SemEval Task 1: Semantic Textual Relatedness for African and Asian Languages
We present the first shared task on Semantic Textual Relatedness (STR). While earlier shared tasks primarily focused on semantic similarity, we instead investigate the broader phenomenon of semantic relatedness across 14 languages: Afrikaans, Algerian Arabic, Amharic, English, Hausa, Hindi, Indonesian, Kinyarwanda, Marathi, Moroccan Arabic, Modern Standard Arabic, Punjabi, Spanish, and Telugu. These languages originate from five distinct language families and are predominantly spoken in Africa and Asia -- regions characterised by the relatively limited availability of NLP resources. Each instance in the datasets is a sentence pair associated with a score that represents the degree of semantic textual relatedness between the two sentences.

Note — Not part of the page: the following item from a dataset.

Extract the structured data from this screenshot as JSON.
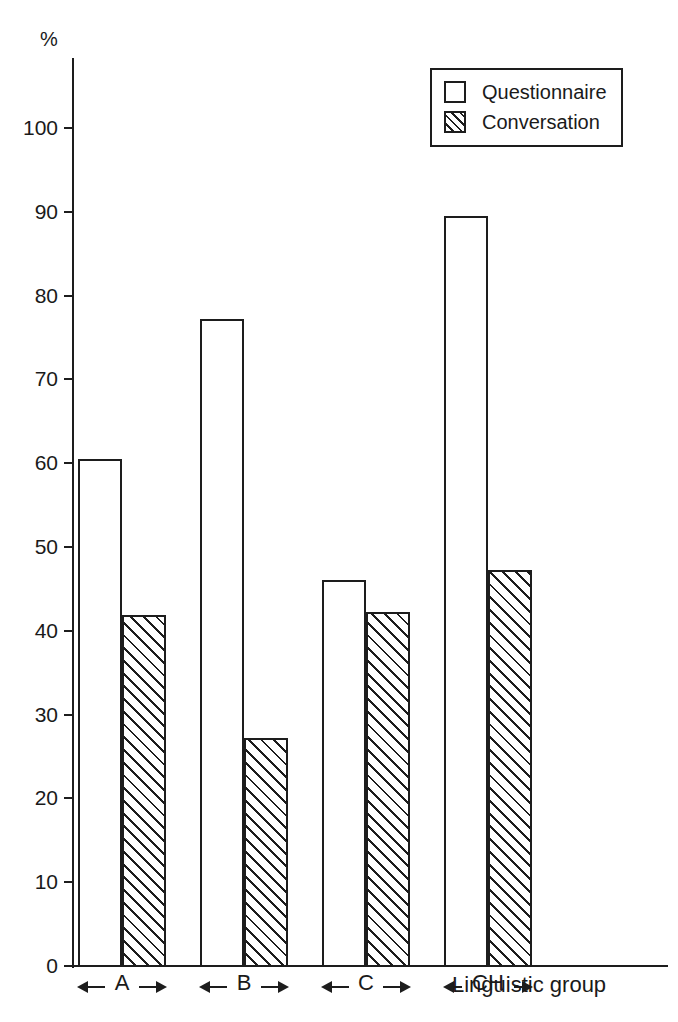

Participating systems were asked to rank sentence pairs by their closeness in meaning (i.e., their degree of semantic relatedness) in the 14 languages in three main tracks: (a) supervised, (b) unsupervised, and (c) crosslingual. The task attracted 163 participants. We received 70 submissions in total (across all tasks) from 51 different teams, and 38 system description papers. We report on the best-performing systems as well as the most common and the most effective approaches for the three different tracks.